ANKARA, (Reuters) – Turkey’s top court closed the only pro-Kurdish party in parliament yesterday for having links to PKK Kurdish rebels in a ruling that deals a fresh blow to the country’s faltering bid to join the European Union.
The EU promptly issued a statement of concern, having warned that banning the Democratic Society Party (DTP) would violate Kurdish rights and could set back the government’s drive to end decades of conflict with militant Kurdish separatists.
The U.S. State Department said the ruling was an internal matter but Turkey’s democracy should advance political freedom for all its citizens and measures that restrict those rights “should be exercised with extreme caution.” Turkey’s Constitutional Court voted unanimously to ban the DTP after finding it guilty of cooperating with the Kurdistan Workers’ Party (PKK) separatist guerrilla group.

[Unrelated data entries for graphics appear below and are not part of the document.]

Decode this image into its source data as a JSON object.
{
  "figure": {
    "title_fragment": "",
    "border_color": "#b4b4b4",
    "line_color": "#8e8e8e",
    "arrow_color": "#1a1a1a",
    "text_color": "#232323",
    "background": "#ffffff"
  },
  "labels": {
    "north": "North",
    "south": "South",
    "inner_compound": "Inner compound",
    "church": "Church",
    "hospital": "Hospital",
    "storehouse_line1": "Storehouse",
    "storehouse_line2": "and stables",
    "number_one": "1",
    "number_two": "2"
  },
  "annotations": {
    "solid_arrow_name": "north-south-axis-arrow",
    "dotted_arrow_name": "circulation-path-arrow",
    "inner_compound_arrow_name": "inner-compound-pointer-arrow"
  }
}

“The DTP’s closure was decided due to its connections with the terror organisation and because it became a focal point of the activities against the country’s integrity,” Constitutional Court Chairman Hasim Kilic said.
The ruling will raise political tensions and could hit sentiment in Turkish financial markets when they reopen.
“Implications … on Turkish assets will be negative for the short term due to a possible increase in the political risk premium,” said Mehmet Ilgen from ATA Invest.
The decision was announced after markets had closed, but the lira currency slipped and bond yields rose in after-hours trade.
With EU membership in mind, Prime Minister Tayyip Erdogan’s Islamist-rooted AK Party took a political gamble when he launched reforms to improve Kurds’ cultural rights in the hope of ending a conflict that has cost more than 40,000 lives.
In courting Kurdish support, Erdogan incurred hostility from a conservative establishment, including the judiciary, that historically regards Kurdish aspirations for more autonomy as a threat to the secular state founded by Mustafa Kemal Ataturk.
The PKK has fought for 25 years for a Kurdish homeland in southeastern Turkey. The Kurds, who make up around 20 percent of the population but were for decades forbidden to use the Kurdish language, have long complained of discrimination.
The ruling bans 37 members of the DTP from politics for five years. The DTP is the only Kurdish party in parliament, and controls about 100 municipalities in the southeast.
“Turkey cannot solve its problems by closing down parties,” DTP chairman Ahmet Turk told reporters.
“As long as our goal is a solution to the Kurdish problem, it doesn’t matter who is banned or not from politics, because our determination to find a solution continues.”
He had said all 21 DTP deputies in Turkey’s 544-seat parliament would resign if the party was banned, which could trigger a by-election in Kurdish districts.
Sweden, speaking for the EU, said that while it strongly denounced violence and terrorism, “the dissolution of political parties is an exceptional measure that should be used with utmost restraint.”